Current Team

Dr Charlotte Dean – Group Leader

Associate Professor in Lung Development and Disease, National Heart & Lung Institute, Imperial College London

Identifying novel factors important for the repair of diseases or damaged lungs

Many adult lung diseases involve abnormal tissue repair. These diseases are poorly understood and there is an urgent requirement for treatments. Although once thought to be incapable, recent work has shown that adult lungs are able to repair/regenerate tissue under certain conditions. Our aim is to harness the intrinsic capacity of adult lung cells to repair damaged tissue using several approaches.

Dr Matthew Hind – Co-Lead

Honorary Clinical Senior Lecturer, National Heart & Lung Institute, Imperial College London

Dr Hind is a respiratory physician who believes the cellular and molecular cues which control development may be used to induce lung regenerative programmes conserved across species. He has used derivatives of vitamin A including retinoic acid, identified as essential for regeneration in a wide variety of animals and organ systems from limbs in axolotls, hearts in zebrafish to lungs of mouse and rat to study alveolar regeneration in human lung models of increasing complexity including primary cells, lung slices and ex vivo lung perfusion models of lung injury. Within the Lung failure group he has established a developmental lung disease clinic at Royal Brompton Hospital.

Professor Mark Griffiths – Co-Lead

Professor of Critical Care Medicine, National Heart & Lung Institute, Imperial College London

Prof. Griffiths is a consultant in adult critical care and has a special interest in acute respiratory distress syndrome (ARDS).  His work focuses on lung injury and repair, especially on cellular responses to mechanical stimuli and the biology of lung epithelial cells.  Current projects concentrate on human models of lung injury from isolated cells, lung slices, ex vivo lung perfusion to patients undergoing cardio-thoracic surgery.

Dr Sally Yunsun Kim

Honorary Research Fellow, National Heart & Lung Institute, Imperial College London

Dr Sally Yunsun Kim is a Lecturer in Respiratory Drug Delivery at the Institute of Pharmaceutical Science. Dr Kim has established her lab focused on innovative regenerative medicine approaches to drive lung tissue repair, utilising her expertise in extracellular vesicles, pharmaceutical science and ex-vivo lung tissue slice models. Dr Kim is an Honorary Research Fellow at the National Heart and Lung Institute, Imperial College London, where she has worked as a research fellow prior to joining King’s College London. She has previously held a number of fellowships and grants, including the Wellcome Trust Institutional Strategic Support Fund Springboard Fellowship and the European Respiratory Society / European Molecular Biology Society (EMBO) Long Term Research Fellowship, during which she developed a novel approach to study lung injury and repair using precision-cut lung slices.

Dr Sek-Shir Cheong

Research Associate, National Heart & Lung Institute, Imperial College London

Dr Cheong is a research associate funded by the Royal Brompton & Harefield Hospitals Charity. Using ex vivo 3D Precision-Cut Lung Slices (mini-lung) and in vitro cell models, her research is focused on delineating the role of Wnt/Planar Cell Polarity and Retinoic Acid signalling in promoting lung repair following injury. She is also currently developing different novel methods of manipulating gene/mRNA in ex vivo human and mouse 3D lung tissues, which have potential to be extended to other organs/systems. In collaboration with Imperial College London Consultants (ICON), Sek-Shir also consults on the application of PCLS Acid Injury Repair (AIR) model that the lab developed for semi-highthroughput pre-clinical drug screening to identify potential targets to repair lung injury.

(Rebecca) Qi Chen

PhD candidate, National Heart & Lung Institute, Imperial College London

Rebecca Chen is a PhD student supervised by Dr Charlotte Dean and Dr Sally Kim, investigating extracellular vesicle-derived therapeutic approaches for lung repair.

Rebecca’s project is focused on the therapeutic potentials of extracellular vesicles derived from precision cut lung slices, which likely contain the intrinsic repair factors produced by the lungs. Specifically, she aims to determine the key protein and micro-RNA contents of extracellular vesicles that underlie the high regeneration ability of the developing lungs, and investigate their therapeutic effects in driving lung repair, using the acid injury and repair (AIR) model that was established in the lab.

Siyao Huang

PhD candidate, National Heart & Lung Institute, Imperial College London

Siyao Huang is a PhD student supervised by Dr. Charlotte Dean and Dr. Matthew Hind.

Her research focuses on the role of Wnt11 in lung repair. Wnt proteins are growth factors involved in tissue repair and regeneration. Siyao aims to define the expression pattern of Wnt11 in mouse lung and to determine whether Wnt11 modulates lung repair and regeneration using the Acid Injury and Repair (AIR) model developed in the group.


- Try it
Give a single number in reply. It is the count of lines below that contain the string "immediate".

Dataset records:
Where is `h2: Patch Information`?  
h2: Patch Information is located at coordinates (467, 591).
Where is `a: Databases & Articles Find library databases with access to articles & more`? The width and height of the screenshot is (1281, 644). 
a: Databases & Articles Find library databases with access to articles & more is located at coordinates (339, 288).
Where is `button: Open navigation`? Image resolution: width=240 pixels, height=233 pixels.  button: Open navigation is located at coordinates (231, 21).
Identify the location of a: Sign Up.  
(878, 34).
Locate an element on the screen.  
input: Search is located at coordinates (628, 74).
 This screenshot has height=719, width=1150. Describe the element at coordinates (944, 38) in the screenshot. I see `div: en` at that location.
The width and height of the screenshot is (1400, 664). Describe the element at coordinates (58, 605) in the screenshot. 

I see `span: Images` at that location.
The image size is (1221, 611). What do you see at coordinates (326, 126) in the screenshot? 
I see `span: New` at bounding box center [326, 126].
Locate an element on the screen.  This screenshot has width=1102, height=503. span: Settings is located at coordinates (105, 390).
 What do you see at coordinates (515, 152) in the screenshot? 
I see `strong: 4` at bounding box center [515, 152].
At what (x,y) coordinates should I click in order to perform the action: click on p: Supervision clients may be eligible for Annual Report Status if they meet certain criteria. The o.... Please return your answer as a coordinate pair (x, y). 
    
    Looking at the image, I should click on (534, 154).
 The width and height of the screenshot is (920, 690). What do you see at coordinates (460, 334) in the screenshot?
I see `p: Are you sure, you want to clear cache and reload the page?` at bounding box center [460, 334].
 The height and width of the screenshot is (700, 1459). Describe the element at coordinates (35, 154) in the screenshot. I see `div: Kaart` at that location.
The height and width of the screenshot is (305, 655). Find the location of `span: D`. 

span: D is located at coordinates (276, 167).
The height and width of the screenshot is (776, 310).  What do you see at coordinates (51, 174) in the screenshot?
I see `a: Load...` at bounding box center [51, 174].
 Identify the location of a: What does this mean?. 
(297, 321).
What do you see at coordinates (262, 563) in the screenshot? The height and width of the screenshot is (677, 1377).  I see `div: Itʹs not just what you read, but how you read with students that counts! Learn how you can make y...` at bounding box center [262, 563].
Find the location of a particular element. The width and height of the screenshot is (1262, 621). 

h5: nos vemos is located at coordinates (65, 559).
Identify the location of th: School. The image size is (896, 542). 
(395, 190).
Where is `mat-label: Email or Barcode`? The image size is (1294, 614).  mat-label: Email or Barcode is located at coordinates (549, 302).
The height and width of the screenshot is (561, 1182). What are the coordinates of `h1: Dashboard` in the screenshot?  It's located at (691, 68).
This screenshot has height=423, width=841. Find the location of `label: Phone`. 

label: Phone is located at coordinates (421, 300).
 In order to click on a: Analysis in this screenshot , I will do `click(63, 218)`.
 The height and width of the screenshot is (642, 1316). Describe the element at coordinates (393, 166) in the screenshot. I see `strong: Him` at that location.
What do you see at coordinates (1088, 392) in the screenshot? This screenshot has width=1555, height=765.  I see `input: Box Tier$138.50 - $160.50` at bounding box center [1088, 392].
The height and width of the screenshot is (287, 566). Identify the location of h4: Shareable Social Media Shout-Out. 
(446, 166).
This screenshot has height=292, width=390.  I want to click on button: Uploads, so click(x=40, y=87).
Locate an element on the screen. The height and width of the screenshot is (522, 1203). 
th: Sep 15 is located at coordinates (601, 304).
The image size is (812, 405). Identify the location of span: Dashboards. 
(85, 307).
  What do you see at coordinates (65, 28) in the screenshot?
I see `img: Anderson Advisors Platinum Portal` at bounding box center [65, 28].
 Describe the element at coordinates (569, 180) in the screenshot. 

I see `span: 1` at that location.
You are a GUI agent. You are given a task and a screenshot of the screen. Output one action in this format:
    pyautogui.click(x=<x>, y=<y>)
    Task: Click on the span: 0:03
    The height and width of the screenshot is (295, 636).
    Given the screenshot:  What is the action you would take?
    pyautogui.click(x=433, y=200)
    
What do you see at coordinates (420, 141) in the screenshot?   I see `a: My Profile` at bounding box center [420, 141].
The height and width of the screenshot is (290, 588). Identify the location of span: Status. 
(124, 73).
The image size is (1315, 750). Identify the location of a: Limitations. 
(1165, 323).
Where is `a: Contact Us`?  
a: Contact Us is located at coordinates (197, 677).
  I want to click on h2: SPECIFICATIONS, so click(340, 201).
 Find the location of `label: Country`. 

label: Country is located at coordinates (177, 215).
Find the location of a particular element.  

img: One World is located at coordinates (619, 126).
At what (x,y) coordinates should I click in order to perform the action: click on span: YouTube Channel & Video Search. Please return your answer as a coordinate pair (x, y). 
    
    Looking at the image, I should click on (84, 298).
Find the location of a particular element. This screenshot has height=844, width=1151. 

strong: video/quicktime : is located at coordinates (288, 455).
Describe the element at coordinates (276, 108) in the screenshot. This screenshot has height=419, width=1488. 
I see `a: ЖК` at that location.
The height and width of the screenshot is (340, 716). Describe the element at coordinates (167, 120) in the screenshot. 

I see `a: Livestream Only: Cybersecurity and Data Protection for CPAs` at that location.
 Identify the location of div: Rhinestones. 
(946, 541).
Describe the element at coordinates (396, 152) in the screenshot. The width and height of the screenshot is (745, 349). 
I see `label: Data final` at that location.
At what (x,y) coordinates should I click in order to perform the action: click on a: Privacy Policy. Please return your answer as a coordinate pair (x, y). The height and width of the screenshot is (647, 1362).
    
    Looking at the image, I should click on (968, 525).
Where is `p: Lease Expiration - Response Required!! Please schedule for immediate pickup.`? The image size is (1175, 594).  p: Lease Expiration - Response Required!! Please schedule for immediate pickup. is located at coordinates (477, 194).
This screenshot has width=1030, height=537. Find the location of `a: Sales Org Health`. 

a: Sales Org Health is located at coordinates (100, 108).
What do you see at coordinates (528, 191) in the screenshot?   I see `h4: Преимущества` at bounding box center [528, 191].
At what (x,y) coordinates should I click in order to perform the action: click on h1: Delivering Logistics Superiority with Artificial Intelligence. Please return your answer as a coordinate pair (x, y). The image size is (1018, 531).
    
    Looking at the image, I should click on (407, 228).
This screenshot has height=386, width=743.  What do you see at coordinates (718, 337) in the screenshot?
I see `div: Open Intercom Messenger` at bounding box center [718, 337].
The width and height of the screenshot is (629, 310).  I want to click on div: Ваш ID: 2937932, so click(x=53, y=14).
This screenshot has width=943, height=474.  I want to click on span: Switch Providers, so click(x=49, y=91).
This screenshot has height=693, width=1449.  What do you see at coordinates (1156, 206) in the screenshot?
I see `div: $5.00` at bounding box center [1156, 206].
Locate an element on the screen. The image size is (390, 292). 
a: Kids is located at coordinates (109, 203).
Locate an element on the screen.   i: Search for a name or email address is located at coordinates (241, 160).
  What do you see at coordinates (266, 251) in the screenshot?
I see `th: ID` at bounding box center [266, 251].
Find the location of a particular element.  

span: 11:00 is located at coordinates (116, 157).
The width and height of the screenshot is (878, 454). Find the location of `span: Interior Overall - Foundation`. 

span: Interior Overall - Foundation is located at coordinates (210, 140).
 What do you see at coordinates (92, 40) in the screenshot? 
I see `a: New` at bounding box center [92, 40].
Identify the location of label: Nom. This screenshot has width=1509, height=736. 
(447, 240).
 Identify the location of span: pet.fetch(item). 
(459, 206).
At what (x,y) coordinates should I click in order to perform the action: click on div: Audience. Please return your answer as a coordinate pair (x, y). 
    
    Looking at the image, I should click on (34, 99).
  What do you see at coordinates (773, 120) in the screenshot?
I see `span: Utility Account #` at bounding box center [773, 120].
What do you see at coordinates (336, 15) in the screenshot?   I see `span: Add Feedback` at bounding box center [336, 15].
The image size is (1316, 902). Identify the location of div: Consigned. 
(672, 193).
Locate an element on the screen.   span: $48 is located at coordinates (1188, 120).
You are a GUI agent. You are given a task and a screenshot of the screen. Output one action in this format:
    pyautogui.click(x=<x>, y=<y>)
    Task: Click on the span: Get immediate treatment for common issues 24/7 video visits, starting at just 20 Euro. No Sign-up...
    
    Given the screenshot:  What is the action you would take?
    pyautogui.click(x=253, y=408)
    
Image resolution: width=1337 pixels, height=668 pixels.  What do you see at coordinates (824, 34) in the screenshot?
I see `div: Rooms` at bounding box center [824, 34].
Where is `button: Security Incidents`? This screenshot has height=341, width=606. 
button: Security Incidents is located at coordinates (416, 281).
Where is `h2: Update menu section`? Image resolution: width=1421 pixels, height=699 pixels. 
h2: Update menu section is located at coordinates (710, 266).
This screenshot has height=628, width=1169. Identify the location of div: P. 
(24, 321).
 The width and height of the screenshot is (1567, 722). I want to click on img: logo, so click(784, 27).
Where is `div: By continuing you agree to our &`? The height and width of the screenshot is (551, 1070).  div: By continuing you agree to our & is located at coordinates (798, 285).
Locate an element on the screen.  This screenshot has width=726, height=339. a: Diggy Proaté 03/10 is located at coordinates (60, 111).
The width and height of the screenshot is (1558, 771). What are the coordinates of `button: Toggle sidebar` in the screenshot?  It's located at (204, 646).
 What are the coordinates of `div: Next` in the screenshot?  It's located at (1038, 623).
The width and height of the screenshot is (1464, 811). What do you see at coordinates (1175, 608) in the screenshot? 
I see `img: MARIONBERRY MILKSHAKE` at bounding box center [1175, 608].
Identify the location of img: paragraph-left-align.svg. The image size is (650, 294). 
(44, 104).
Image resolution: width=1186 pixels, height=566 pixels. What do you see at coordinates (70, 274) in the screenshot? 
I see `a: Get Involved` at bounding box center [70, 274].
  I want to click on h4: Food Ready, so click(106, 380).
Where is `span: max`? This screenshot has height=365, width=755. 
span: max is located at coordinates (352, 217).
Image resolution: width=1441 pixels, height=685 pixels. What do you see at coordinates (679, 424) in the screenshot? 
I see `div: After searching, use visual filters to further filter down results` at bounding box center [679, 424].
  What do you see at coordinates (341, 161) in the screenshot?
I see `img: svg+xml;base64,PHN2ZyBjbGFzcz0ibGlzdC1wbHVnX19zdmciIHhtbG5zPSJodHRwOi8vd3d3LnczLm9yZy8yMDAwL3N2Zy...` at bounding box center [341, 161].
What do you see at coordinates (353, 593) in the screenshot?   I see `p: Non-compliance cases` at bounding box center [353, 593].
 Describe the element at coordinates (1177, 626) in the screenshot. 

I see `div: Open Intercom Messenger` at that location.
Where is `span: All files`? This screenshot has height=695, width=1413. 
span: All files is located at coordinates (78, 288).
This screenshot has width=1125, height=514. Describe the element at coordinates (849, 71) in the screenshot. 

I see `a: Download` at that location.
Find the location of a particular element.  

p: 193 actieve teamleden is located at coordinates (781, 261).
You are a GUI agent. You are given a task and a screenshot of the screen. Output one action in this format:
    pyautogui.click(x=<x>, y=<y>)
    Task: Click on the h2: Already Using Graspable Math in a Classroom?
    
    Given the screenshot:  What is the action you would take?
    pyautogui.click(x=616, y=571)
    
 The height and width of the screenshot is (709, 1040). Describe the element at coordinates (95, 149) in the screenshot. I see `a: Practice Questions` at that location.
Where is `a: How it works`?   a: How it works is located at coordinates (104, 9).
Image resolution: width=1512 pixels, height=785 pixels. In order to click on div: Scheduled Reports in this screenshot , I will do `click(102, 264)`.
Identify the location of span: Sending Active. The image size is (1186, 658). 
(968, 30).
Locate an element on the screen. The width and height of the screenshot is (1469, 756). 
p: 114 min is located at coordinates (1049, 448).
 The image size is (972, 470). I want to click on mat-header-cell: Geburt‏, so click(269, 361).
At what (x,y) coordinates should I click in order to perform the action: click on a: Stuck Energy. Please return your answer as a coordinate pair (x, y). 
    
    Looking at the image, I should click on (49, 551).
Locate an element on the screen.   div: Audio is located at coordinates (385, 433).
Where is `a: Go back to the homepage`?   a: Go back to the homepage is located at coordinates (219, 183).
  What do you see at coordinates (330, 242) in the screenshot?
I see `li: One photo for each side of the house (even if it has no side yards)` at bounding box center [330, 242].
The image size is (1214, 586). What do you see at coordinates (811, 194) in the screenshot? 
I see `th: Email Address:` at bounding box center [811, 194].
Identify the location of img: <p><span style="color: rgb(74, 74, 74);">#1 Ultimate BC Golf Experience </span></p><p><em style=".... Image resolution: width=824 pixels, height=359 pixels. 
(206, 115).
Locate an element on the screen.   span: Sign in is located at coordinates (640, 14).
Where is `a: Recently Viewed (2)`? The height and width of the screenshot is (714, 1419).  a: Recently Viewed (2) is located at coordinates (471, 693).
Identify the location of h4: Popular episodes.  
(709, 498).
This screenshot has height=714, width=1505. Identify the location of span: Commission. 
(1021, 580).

- Task response
2